Third, non-mothers: treating female employees who choose to bear children better than those who do not (and in some cases cannot) devalues the lives of women without kids. Requiring employers to treat mothers better in the workplace than women who are not mothers would divert both public and private resources to subsidize the individual lifestyles of people who choose to have children. People do not have children for the greater good or out of a sense of civic duty – they have children because they want to. It makes no sense to force employers to grant preferential treatment to women who choose to spend their time and resources having children over women who choose to spend their time and resources doing something else. It is not up to employers to value any of these private, non-employment-related choices over the others.

Judge Preska put a point on this policy debate by referring to “work-family tradeoffs” rather than “work-life tradeoffs.” But these are not the same thing. Family is not a substitute for life; family is a part of life, but there is more. For most people blessed with the resources to choose how to spend their time, life includes friends, the arts, physical activity, spirituality, or any of many other interests. The judge’s phrase, “work-family tradeoffs,” frames the issue as a question of trading family time for work time, implying that family is the only thing that could possibly merit time off of work. In the context of a gender discrimination case like this one, this framing is not only reductionist, it is frightening in its confinement of female employees to only two spheres: family and making a living.

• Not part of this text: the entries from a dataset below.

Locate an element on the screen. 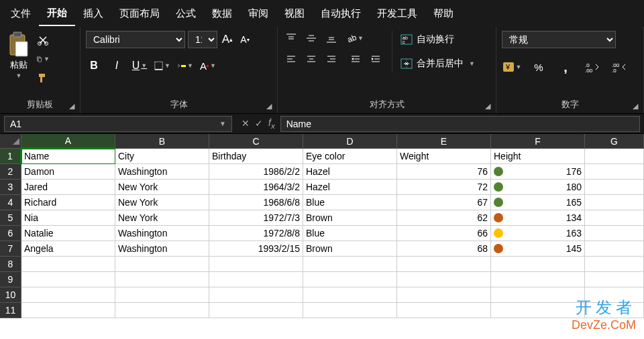 This screenshot has width=644, height=339. font-name-select: Calibri is located at coordinates (136, 40).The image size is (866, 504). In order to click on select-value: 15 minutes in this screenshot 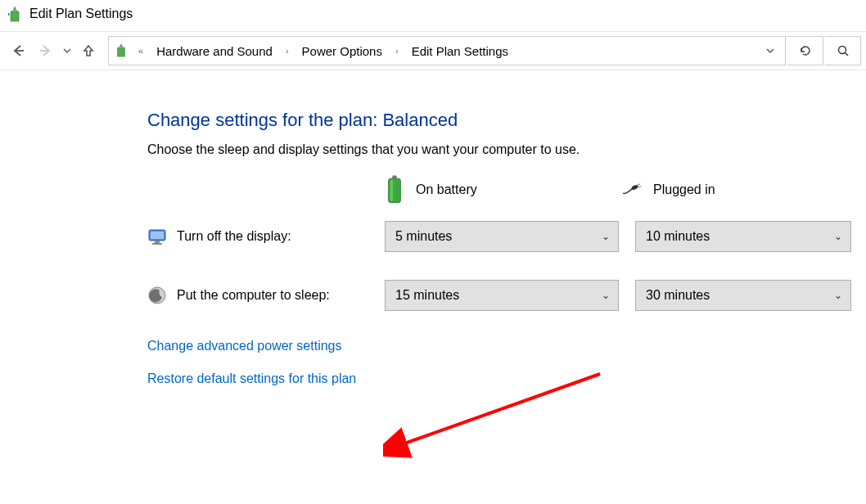, I will do `click(427, 295)`.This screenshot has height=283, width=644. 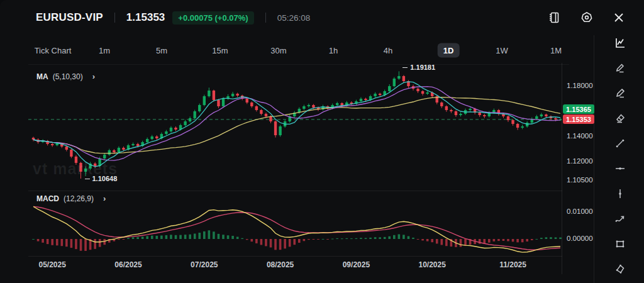 I want to click on timeframe-tab-1h: 1h, so click(x=333, y=50).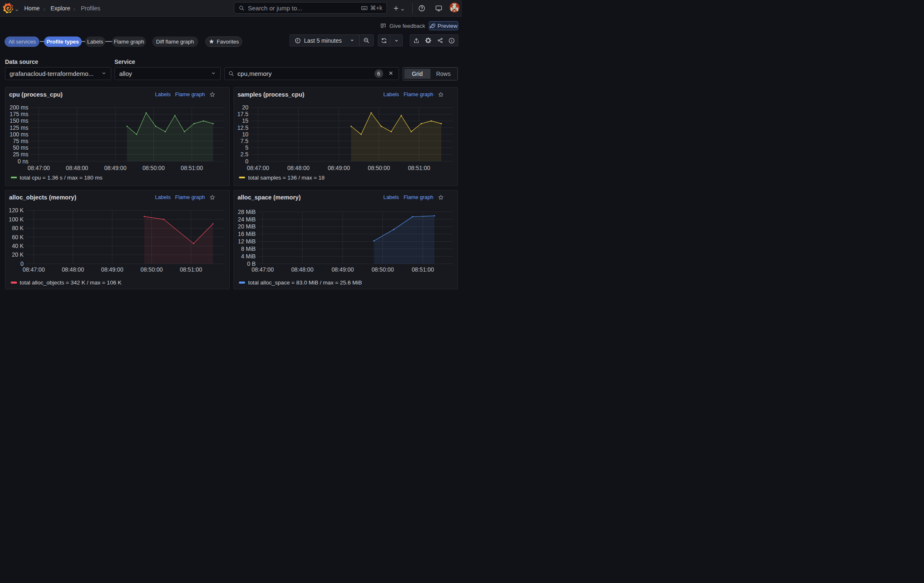  Describe the element at coordinates (247, 148) in the screenshot. I see `svg-text: 5` at that location.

Judge Preska merely outlines the policy choice of favoring mothers over other employees. She does not claim it as her own. But it is not a straw man: it is at the heart of many “work-life balance” criticisms of the judge’s ruling. Critics are not satisfied with the law’s requirement that employers treat women who take medical leave related to pregnancy the same as other employees who take leave for other reasons. They want pregnancy and motherhood to be privileged.

I am not on Bloomberg’s side. Expecting employees to put work above all else is a recipe for misery for all but workaholics, and an ugly manifestation of corporate greed. But putting children above all else is not the answer for everyone either.
Judges lack the power to force employers to facilitate humane work schedules, and in a free market with more workers than jobs, employees lack the leverage to reach company- or industry-wide bargains for a better balance. At least for now, people who choose to have children will have to make trade-offs to pursue their dreams the same way that people without children do. Under the Pregnancy Discrimination Act and Judge Preska’s ruling, pregnancy and related medical conditions are not a part of that trade-off – they should have no different effect than any other medical condition.

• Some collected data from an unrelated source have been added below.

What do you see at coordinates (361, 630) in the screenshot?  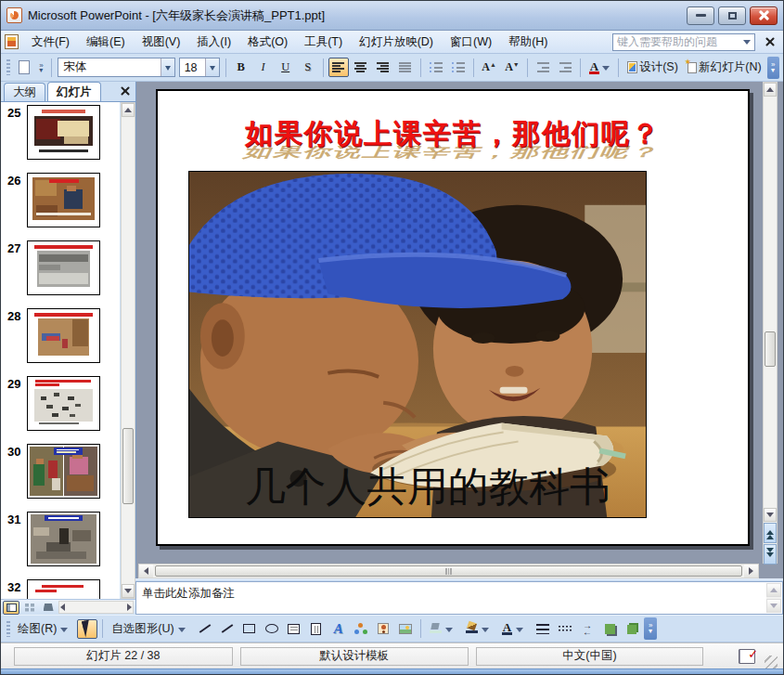 I see `diagram-button` at bounding box center [361, 630].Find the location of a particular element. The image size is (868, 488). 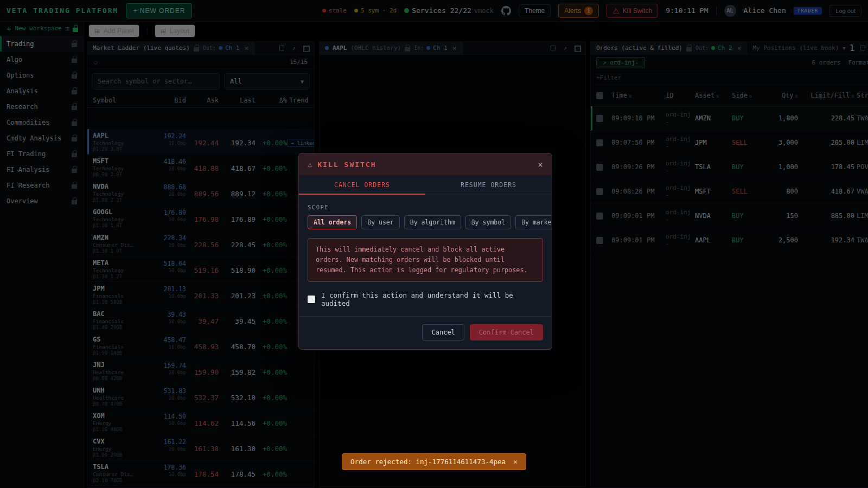

scope-button-by-market-exchange: By market/exchange is located at coordinates (534, 222).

If other “work-family” trade-offs continue to fall more heavily on mothers than fathers, they will have a discriminatory effect. The most immediate and attainable palliative is for fathers to step up and mothers to step back. As more fathers take more parental leave the stereotype of women as children’s natural caretakers will begin to erode, and if women take less leave, the stereotype that women are not as committed to their work as men are may begin to erode too. Parents who can afford for mom to take non-medical time off with the kids should not wait for the courts or the legislature to solve their childcare challenges. They should tap underutilized in-house talent instead: dads.